A flash of blue skimmed over the heads of the children and headed out to the lagoon.

“Kingfishers!” shouted Renzo, with a wobbling smile on his face. “Like dolphins, a sign of good luck for sailors.”

Through the thickening fog, Renzo and Teo dimly made out the kingfishers routing the Ottomans by the simple strategy of unwinding the linen of their turbans and wrapping the fabric around their eyes. Whereupon the mist closed over the scene completely. Renzo and Teo grimaced with frustration. The next thing they heard was an urgent miaow.

“The Gray Lady!” was Teo’s first, hopeful thought. “She’s come back!”

But the cats who flew out of the mist and surrounded them were not as large or as grand as the Gray Lady. And they had cat faces, not human ones like hers. They were the winged Syrian cats from the gardens, the ones who had saved Renzo from the magòghe.

“Ahoy! Good childrrren! We’ve come to carry you out to the battle. We need you to undo the fasteningsss of those cages on the gibbetsss!” mewed the largest cat.

If a cat could ever look humble, that cat did so just then. “You see, we cannot do it with our pawsss. We need little human fingerrrs up in the futtock shrouds.”

“Futtock shrouds?” asked Teo.

“The lines joining the rigging of the lower and upper masts,” explained Renzo, resisting a strong temptation to give the cats a taste of their own silent treatment.

“But we’re too heavy for you!” protested Teo.

In answer, the cats nudged open with their noses a pair of rolled Persian rugs that they must have foraged from some noble palace.

“Lie down on them!” the cats urged.

The cats took a corner each of the rugs and lifted the children easily into the air.

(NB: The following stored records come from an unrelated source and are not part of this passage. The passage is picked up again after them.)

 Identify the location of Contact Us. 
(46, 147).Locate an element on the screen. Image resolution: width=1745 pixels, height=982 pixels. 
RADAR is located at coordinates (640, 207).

“Hold on! Grrrip with your clawsss!” mewed the cats, as they headed straight into the thickest part of the mist. Cold scraps of air brushed the children’s faces and flattened their hair against their shivering scalps.

Just below her Teo glimpsed Doge Enrico Dandolo in mortal combat with an Ottoman commander. Shoulder-to-shoulder with Dandolo, Doge Marin Falier was getting the worst of an encounter with a Dalmatian pirate. The mist closed over them.

Within moments Teo made out the sinister silhouettes of the enemy boats. Mermaids, children and cats crouched wretchedly inside their cages. At the sight of the children on their carpets, they leapt up, cheering.

“Sssssssssh!” hissed the cats, pointing below, to where the enemy soldiers, oblivious, fought on. “We don’t want those villainsss climbing up to the crrrow’s-nests now! The Dark Elves are verrry handy in the rrrigging.”

The cats wove between the futtock shrouds, dodging the occasional poisoned arrow that flew wide of the mark. The children grappled for breath in the pockets of deep mist that enveloped the masts.

“We can free the prisoners but we can’t carry them on our rugs!” whispered Renzo to his cat-bearers.